Managers begin to see delegation not as offloading tasks but as a way to build ownership and develop the people doing the work.

Insight

Style Creates Impact

Managers begin to see how their own style shapes the way people receive direction and feedback, often in ways they had not noticed.

Insight

Accountability Starts Earlier

Managers begin to see that accountability is set when expectations are defined, not when something has already gone wrong.

Insight

Support Requires Structure

Managers begin to see that supporting people well takes more than good intentions. It takes consistent rhythms and clear follow-up.
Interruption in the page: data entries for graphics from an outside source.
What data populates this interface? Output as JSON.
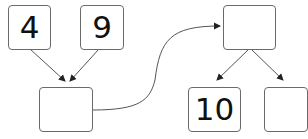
{
  "diagram": {
    "type": "number-bond-flow",
    "boxes": [
      {
        "id": "top-left",
        "value": "4"
      },
      {
        "id": "top-middle",
        "value": "9"
      },
      {
        "id": "sum",
        "value": ""
      },
      {
        "id": "top-right",
        "value": ""
      },
      {
        "id": "bottom-middle",
        "value": "10"
      },
      {
        "id": "bottom-right",
        "value": ""
      }
    ],
    "connections": [
      {
        "from": "top-left",
        "to": "sum"
      },
      {
        "from": "top-middle",
        "to": "sum"
      },
      {
        "from": "sum",
        "to": "top-right"
      },
      {
        "from": "top-right",
        "to": "bottom-middle"
      },
      {
        "from": "top-right",
        "to": "bottom-right"
      }
    ],
    "colors": {
      "stroke": "#6a6a6a",
      "arrow": "#222222",
      "text": "#111111"
    }
  }
}
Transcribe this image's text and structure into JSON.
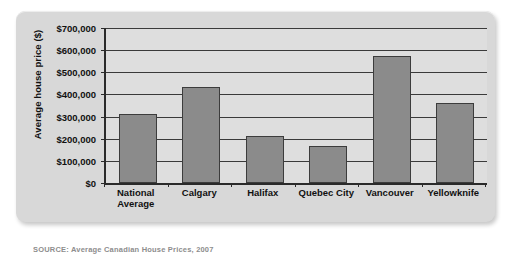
{
  "chart_data": {
    "type": "bar",
    "title": "",
    "xlabel": "",
    "ylabel": "Average house price ($)",
    "categories": [
      "National\nAverage",
      "Calgary",
      "Halifax",
      "Quebec City",
      "Vancouver",
      "Yellowknife"
    ],
    "values": [
      312000,
      435000,
      213000,
      165000,
      573000,
      362000
    ],
    "ylim": [
      0,
      700000
    ],
    "ytick_values": [
      0,
      100000,
      200000,
      300000,
      400000,
      500000,
      600000,
      700000
    ],
    "ytick_labels": [
      "$0",
      "$100,000",
      "$200,000",
      "$300,000",
      "$400,000",
      "$500,000",
      "$600,000",
      "$700,000"
    ],
    "grid": true,
    "legend": null,
    "bar_color": "#8b8b8b",
    "bar_edge_color": "#3c3c3c",
    "plot_background": "#dedede",
    "panel_background": "#d8d8d8",
    "axis_color": "#2a2a2a"
  },
  "caption": {
    "text": "SOURCE: Average Canadian House Prices, 2007"
  }
}
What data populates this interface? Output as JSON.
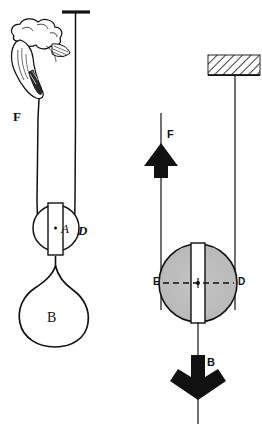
{
  "figure": {
    "colors": {
      "ink": "#111111",
      "pulley_fill": "#c0c0c0",
      "hatch_line": "#111111",
      "background": "#ffffff"
    }
  },
  "left_diagram": {
    "name": "pictorial-pulley-illustration",
    "support": {
      "type": "t-bar-bracket",
      "label": ""
    },
    "hand": {
      "icon": "hand-gripping-rope-icon",
      "description": "engraved hand with cuff gripping the rope"
    },
    "labels": {
      "force_applied": "F",
      "pulley_axle": "A",
      "pulley_rim": "D",
      "load": "B"
    },
    "load": {
      "shape": "balloon",
      "label": "B"
    }
  },
  "right_diagram": {
    "name": "schematic-pulley-free-body",
    "ceiling": {
      "type": "hatched-support-block",
      "hatching": "45-degree-diagonal"
    },
    "labels": {
      "force_up": "F",
      "diameter_left": "E",
      "diameter_right": "D",
      "force_down": "B"
    },
    "arrows": {
      "up_arrow": "arrow-up-icon",
      "down_arrow": "arrow-down-icon"
    },
    "pulley": {
      "fill": "#c0c0c0",
      "center_marker": "axle-dot",
      "diameter_line": "dashed"
    }
  }
}
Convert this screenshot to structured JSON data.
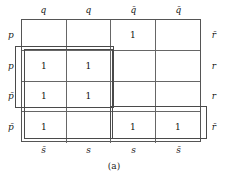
{
  "figure": {
    "caption": "(a)",
    "type": "karnaugh-map"
  },
  "kmap": {
    "column_headers_top": [
      "q",
      "q",
      "q̄",
      "q̄"
    ],
    "column_headers_top_plain": [
      "q",
      "q",
      "q-bar",
      "q-bar"
    ],
    "column_labels_bottom": [
      "s̄",
      "s",
      "s",
      "s̄"
    ],
    "column_labels_bottom_plain": [
      "s-bar",
      "s",
      "s",
      "s-bar"
    ],
    "row_labels_left": [
      "p",
      "p",
      "p̄",
      "p̄"
    ],
    "row_labels_left_plain": [
      "p",
      "p",
      "p-bar",
      "p-bar"
    ],
    "row_labels_right": [
      "r̄",
      "r",
      "r",
      "r̄"
    ],
    "row_labels_right_plain": [
      "r-bar",
      "r",
      "r",
      "r-bar"
    ],
    "cells": [
      [
        "",
        "",
        "1",
        ""
      ],
      [
        "1",
        "1",
        "",
        ""
      ],
      [
        "1",
        "1",
        "",
        ""
      ],
      [
        "1",
        "",
        "1",
        "1"
      ]
    ],
    "groups": [
      {
        "name": "group-left-2x2",
        "rows": [
          2,
          3
        ],
        "cols": [
          1,
          2
        ]
      },
      {
        "name": "group-left-column-tall",
        "rows": [
          2,
          3,
          4
        ],
        "cols": [
          1,
          2
        ]
      },
      {
        "name": "group-bottom-right-pair",
        "rows": [
          4
        ],
        "cols": [
          3,
          4
        ]
      }
    ],
    "grid_color": "#666666",
    "group_color": "#4a4a4a"
  }
}
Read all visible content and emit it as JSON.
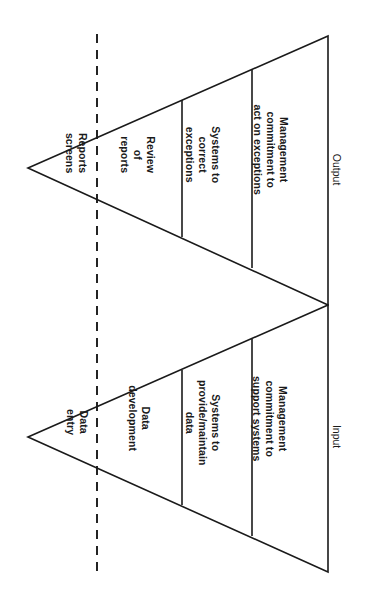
{
  "diagram": {
    "orientation": "rotated-90-clockwise",
    "stroke_color": "#1a1a1a",
    "background_color": "#ffffff",
    "upper_triangle": {
      "axis_label": "Output",
      "segments": [
        {
          "id": "reports-screens",
          "text": "Reports\nscreens"
        },
        {
          "id": "review-of-reports",
          "text": "Review\nof\nreports"
        },
        {
          "id": "systems-to-correct-exceptions",
          "text": "Systems to\ncorrect\nexceptions"
        },
        {
          "id": "management-commitment-act",
          "text": "Management\ncommitment to\nact on exceptions"
        }
      ]
    },
    "lower_triangle": {
      "axis_label": "Input",
      "segments": [
        {
          "id": "data-entry",
          "text": "Data\nentry"
        },
        {
          "id": "data-development",
          "text": "Data\ndevelopment"
        },
        {
          "id": "systems-to-provide-maintain-data",
          "text": "Systems to\nprovide/maintain\ndata"
        },
        {
          "id": "management-commitment-support",
          "text": "Management\ncommitment to\nsupport systems"
        }
      ]
    },
    "divider": {
      "id": "dashed-divider",
      "style": "dashed-vertical"
    }
  }
}
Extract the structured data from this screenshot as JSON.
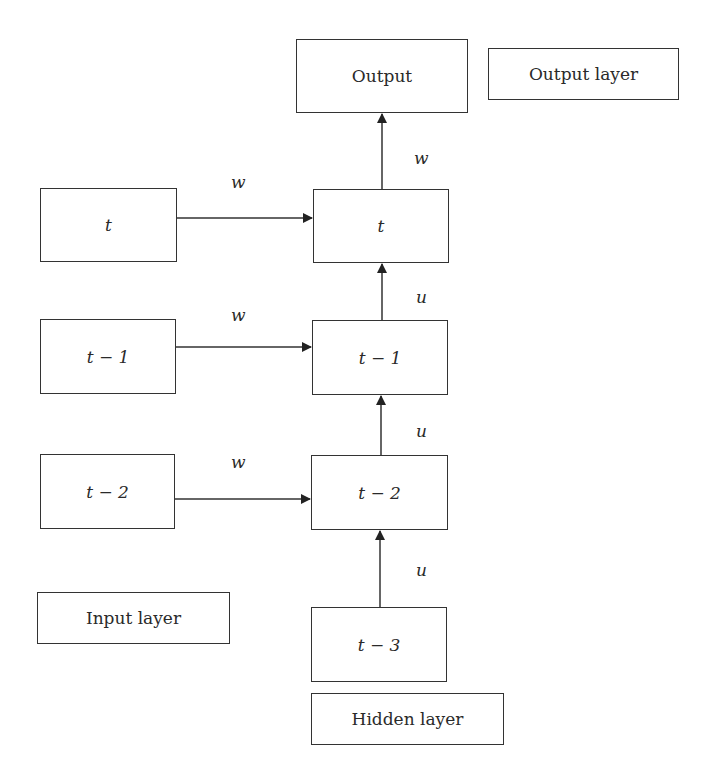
{
  "diagram": {
    "output_node": {
      "label": "Output"
    },
    "legends": {
      "output_layer": "Output layer",
      "input_layer": "Input layer",
      "hidden_layer": "Hidden layer"
    },
    "input_nodes": [
      {
        "label": "t"
      },
      {
        "label": "t − 1"
      },
      {
        "label": "t − 2"
      }
    ],
    "hidden_nodes": [
      {
        "label": "t"
      },
      {
        "label": "t − 1"
      },
      {
        "label": "t − 2"
      },
      {
        "label": "t − 3"
      }
    ],
    "edges": {
      "input_weights": [
        "w",
        "w",
        "w"
      ],
      "hidden_to_output": "w",
      "recurrent_weights": [
        "u",
        "u",
        "u"
      ]
    }
  }
}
The assessment creates insight. The program turns insight into management behavior.

Outcomes

What Changes for Managers and Teams

Managers Experience

  • More confidence
  • Clearer language
  • Stronger feedback tools
  • Better delegation decisions
  • More practical accountability rhythms

Teams Experience

  • Clearer expectations
  • Earlier feedback
  • More consistent management
  • Better ownership
  • Less confusion around follow-through
Before After
Assumed expectations
Named expectations
Delayed feedback
Earlier feedback
Unclear delegation
Clearer ownership
Personal accountability conversations
Practical follow-up rhythm

Organizational Fit

A Strong Fit When Your Organization Is Growing Past Management by Instinct

New manager development

Manager onboarding

Growth or change

Leadership pipeline development

Inconsistent manager experience

Performance management challenges

Engagement issues connected to management practice

Preparing managers for larger responsibility

A Note for Buyers

This program is especially useful when an organization needs a shared management standard without turning manager development into a theoretical leadership course.

Proof

What Leaders and Participants Say

It was one of the most valuable and actionable trainings we’ve experienced, and Nayli’s facilitation was outstanding.

Patrick Fisher CEO, Greater Pittsburgh Arts Council

Built on Everything DiSC® Management

The program is grounded in the Everything DiSC® Management assessment and how managers direct work and develop people.

Designed for Practical Application

Every concept is applied to real conversations and responsibilities during the eight weeks.

Delivered as an 8-Week Cohort

Managers learn together over eight weeks, with time to practice between sessions.

What Participants Realize

Delegation is who owns the work, while direction is more of the how and when.

Joseph S. Management Excellence participant

It’s not about intention, it’s about the outcome.

Sahara M. Management Excellence participant

Leadership exists in every direction. It is not limited to managing down.

Donald S. Management Excellence participant

Get Started

Build Managers Who Can Create Clarity Under Pressure

If your organization needs managers who can clarify expectations, give feedback, delegate responsibility, motivate contribution, and build accountability rhythms, Management Excellence can help.